The nausea routinely kicks in after I turn off the nightly news and I’m quietly alone.  That’s when I begin seeing the zeroes with faces in them.  The nightly news scenes are familiar to us––the car bomb explosion on the side of a nameless road, the crowded marketplace all fire and smoke, children holding their heads in disbelief as they try to believe their eyes, and one day a black-robed woman dead in a gutter in Kabul, her ear to the ground, a birthmark under her left eye, her mother next to her screaming as she pulls her hair out.

You know, this kind of thing.  Over a lifetime scenes like this add up.  Hundreds, thousands, millions of the wounded and dead.

The zeroes, like anti-inflammation pills, offer some relief, especially if there are enough of them.  If one car bomb kills a half-dozen civilians but not me, then the ten car bomb attacks I’ve survived seem less destructive to me.  Try imagining a thousand bomb victims, all those zeroes with faces in them.  I find it easier to draw a blank.

I take some consolation from the fact that the facts come to me in miniature, no larger than the biggest high-definition TV screen.  As such they only momentarily interrupt the stream of ads that blink their way past my consciousness to that part of my brain that desires relief from pain.  Why pause on the face of a dead young woman, a foreigner, with a birthmark on her left cheek, when I can glimpse instead the gals in beer ads luring me toward them just before they go away to wherever used images go?

I find it easier to step around that woman lying dead on a street in Kabul.  I see now that she was marked by fate to never arrive at the fruit vendor’s stall where oranges had just arrived from the countryside, and that her father, who for months had jealously kept unworthy suitors from her, was so struck by bottomless despair at the sight of his daughter dead that it would take three days for his rage to rise from the ashes of his sorrow.  The dead young woman’s father now hates and hounds me, a perfect stranger, and would kill me if he could.
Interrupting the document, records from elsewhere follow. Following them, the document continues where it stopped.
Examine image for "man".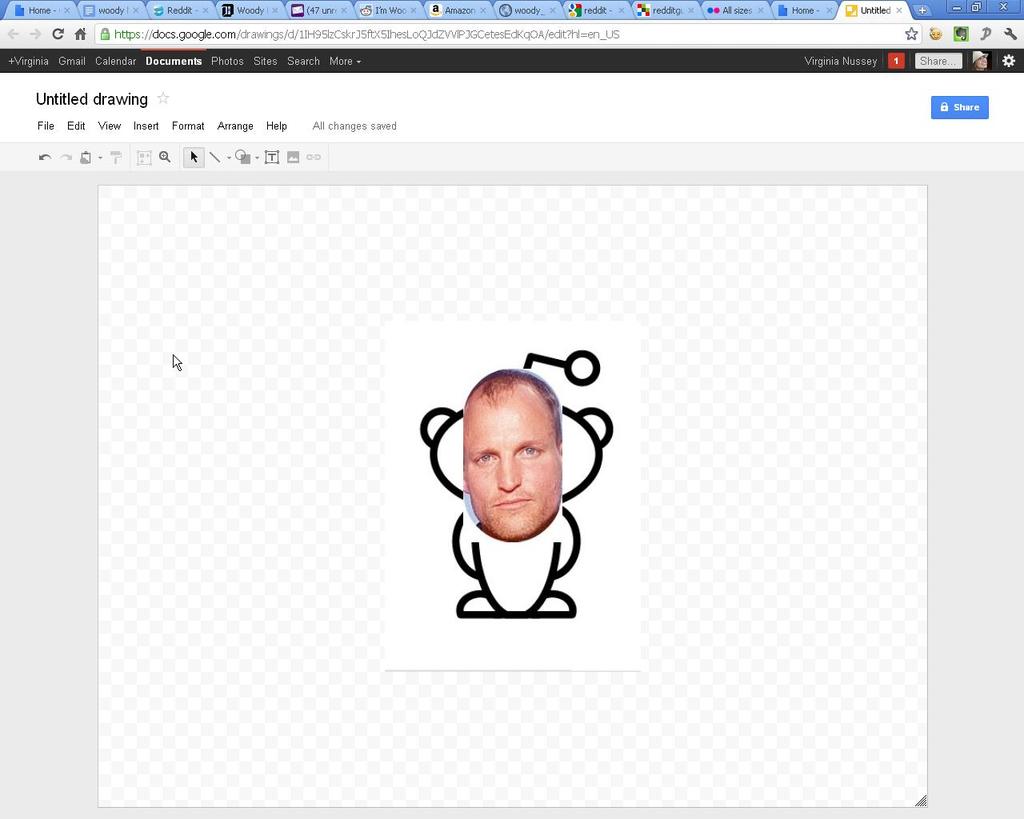
Examination result: locate(466, 367, 562, 540).
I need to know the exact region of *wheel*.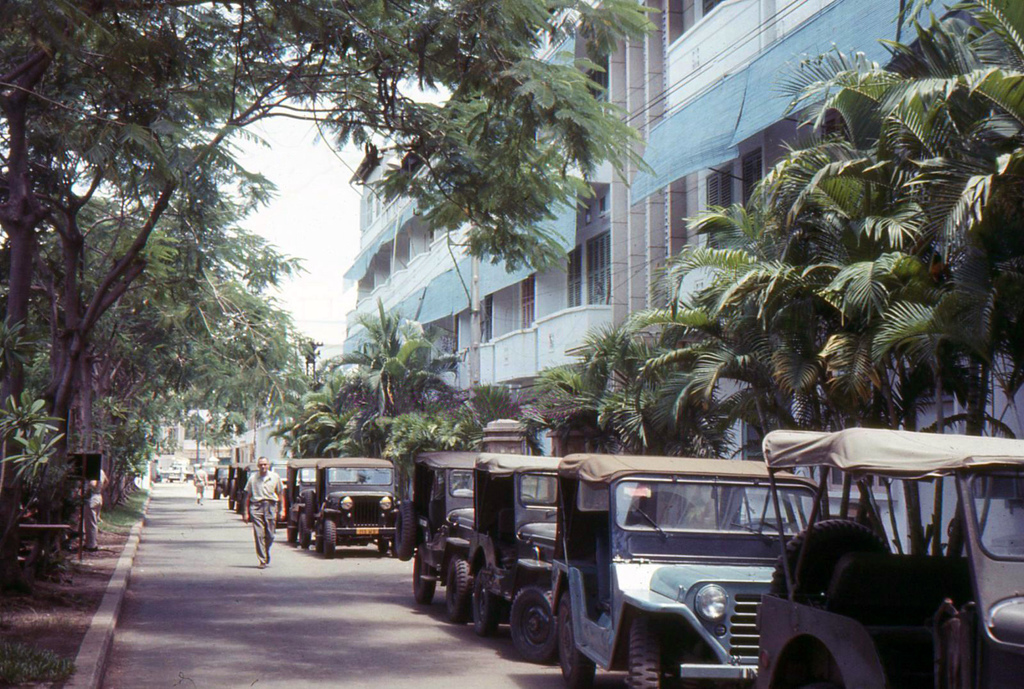
Region: bbox=[411, 551, 436, 603].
I resolve to go about my business as usual, and put the young woman’s life in perspective.  She took up only ten inches on my twenty-one inch TV screen, and her death scene only three or four seconds of my life.  Her eyes were closed, so I imagine them as chestnut brown, and I see her now finished thinking about some young man she had just met, wondering what he thought of her.  The nausea sets in again, a deep sea-sickness nausea I also feel when I’ve eaten too much.  The world of the birth-marked woman, the enormity of her bad luck, is too big for me to take in.  I need to zero her out.  A certain dosage of the customary is required of successful social life, so maybe it’s time again to share a good whine with good friends.  Besides, the kids are in safe hands, in school.

My nausea bloats as I shrink, so I find it best to think small to make room for my self.  Today new atrocities are announced:  Fresh carnage from a bombing raid, six American marines lost when their helicopter crashed, the throats of two hostages sliced.  All this information carries with it a democratic bias:  All death is created equal.

That woman with the birthmark under her left eye and skin too lovely to touch––what does her mother think of when she’s sitting alone on the edge of her bed, her head in her hands?  I don’t know the young woman’s name.  How can I be expected to know her mother’s name too?

I have to do what I must do to self-medicate.  I take daily showers and long naps.  In a participatory democracy we all share equally in thinned-out blame.  If I’m to endure my nausea, I need to fight against the dictatorship imagination has established in me.  That imagination, when on high alert, may make good art, but it darkens everything with the knowledge it is hungry for.  This hunger enslaves me to its need to connect, understand, feel compassion, make difficult moral choices, contribute, create, organize, speak out.